* INFORMATION:

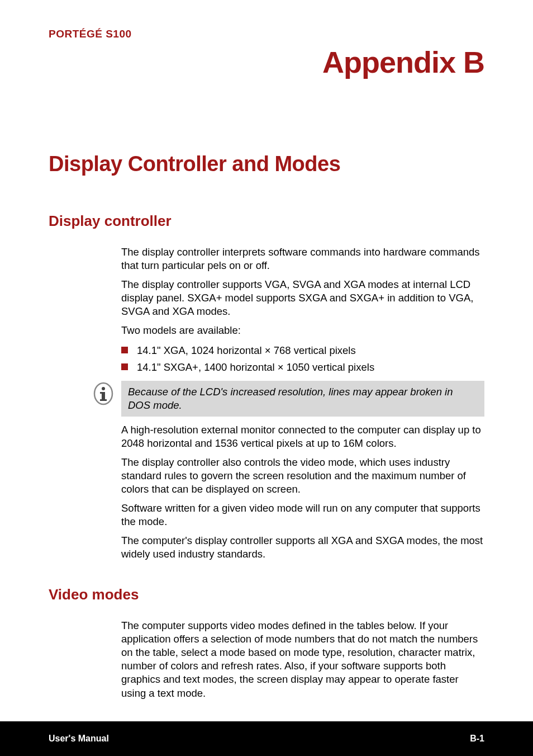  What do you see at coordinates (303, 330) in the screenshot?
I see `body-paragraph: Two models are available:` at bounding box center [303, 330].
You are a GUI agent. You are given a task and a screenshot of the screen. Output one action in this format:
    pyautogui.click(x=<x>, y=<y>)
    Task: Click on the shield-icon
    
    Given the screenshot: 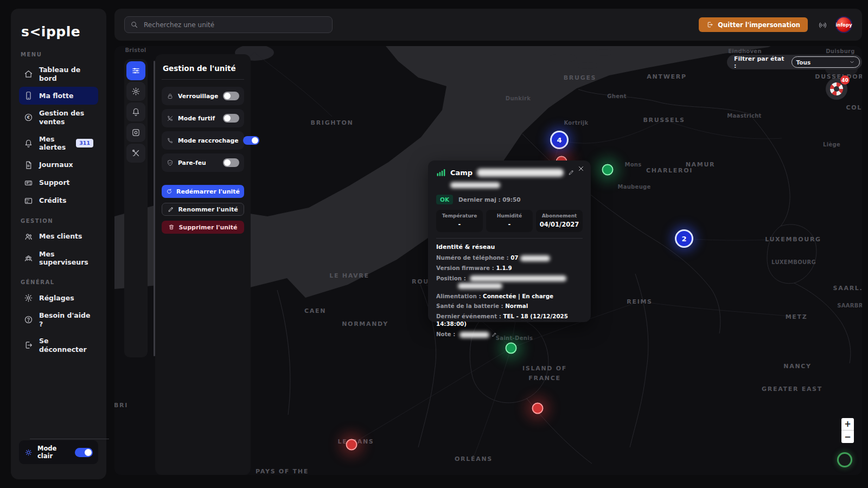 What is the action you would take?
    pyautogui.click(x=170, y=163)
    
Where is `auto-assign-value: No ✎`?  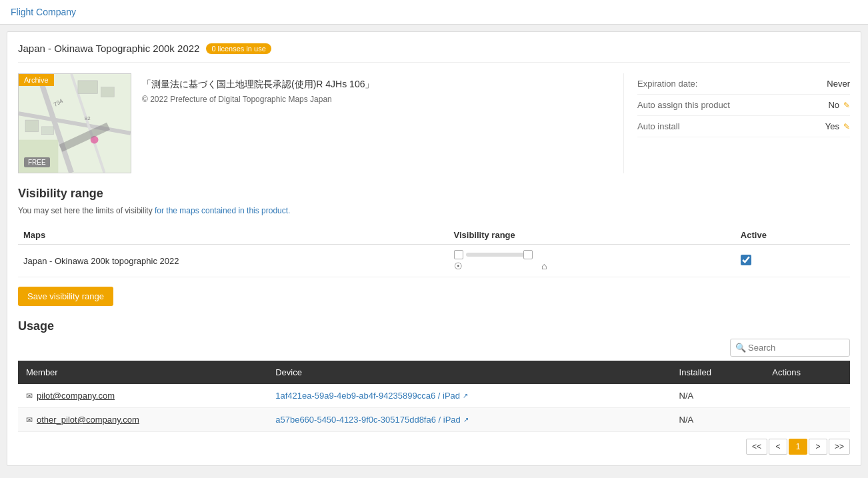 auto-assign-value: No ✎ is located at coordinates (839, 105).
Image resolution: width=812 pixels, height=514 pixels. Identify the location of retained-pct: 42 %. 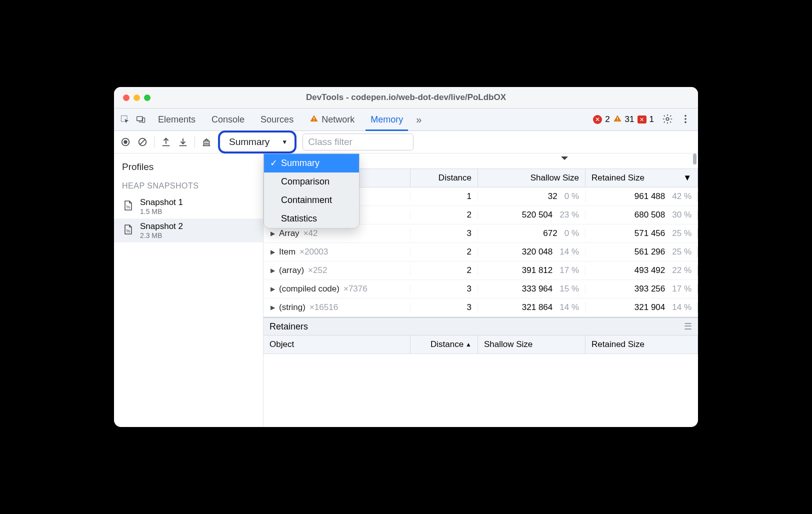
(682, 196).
---
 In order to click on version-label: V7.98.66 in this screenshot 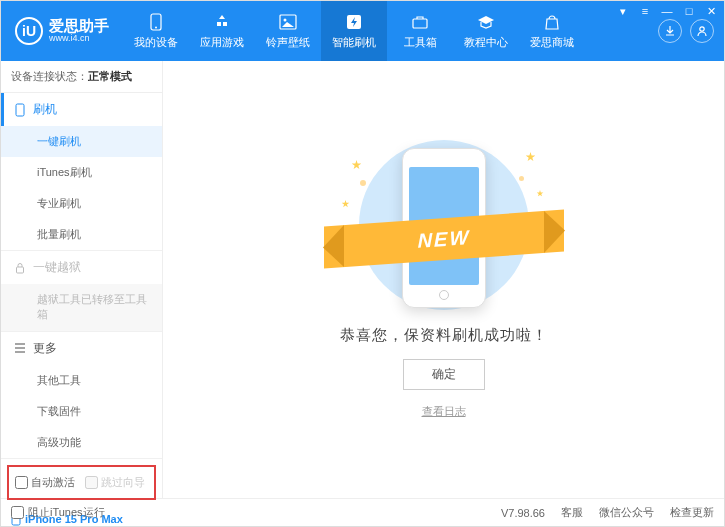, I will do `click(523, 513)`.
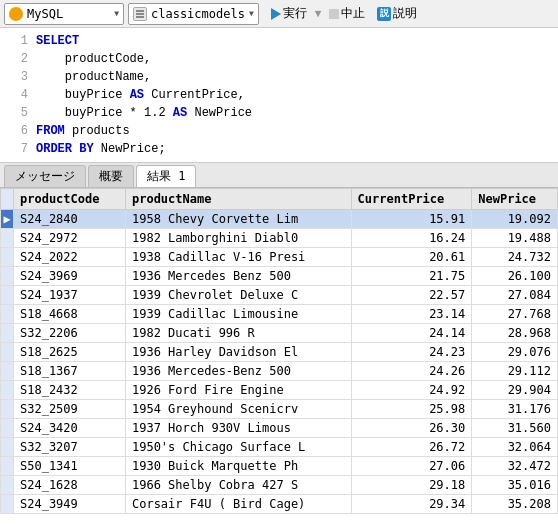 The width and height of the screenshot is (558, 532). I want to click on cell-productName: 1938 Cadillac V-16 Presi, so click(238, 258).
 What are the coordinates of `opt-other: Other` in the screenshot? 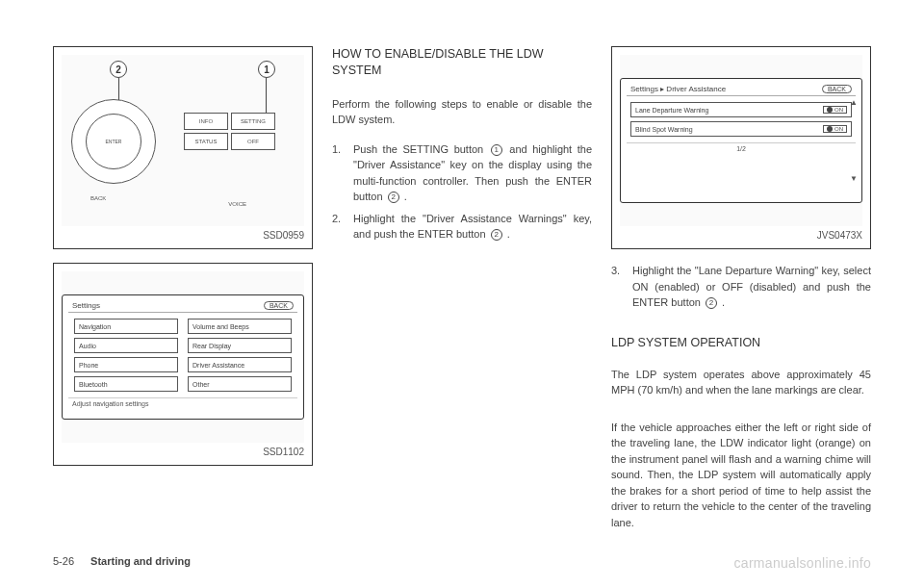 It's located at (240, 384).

* PROBLEM STATEMENT: Retype, in the same exact form, the lines of the material above from the line holding "You are a GUI" through the line holding "Task: Click on the shield-icon".

* EXPECTED ANSWER:
You are a GUI agent. You are given a task and a screenshot of the screen. Output one action in this format:
    pyautogui.click(x=<x>, y=<y>)
    Task: Click on the shield-icon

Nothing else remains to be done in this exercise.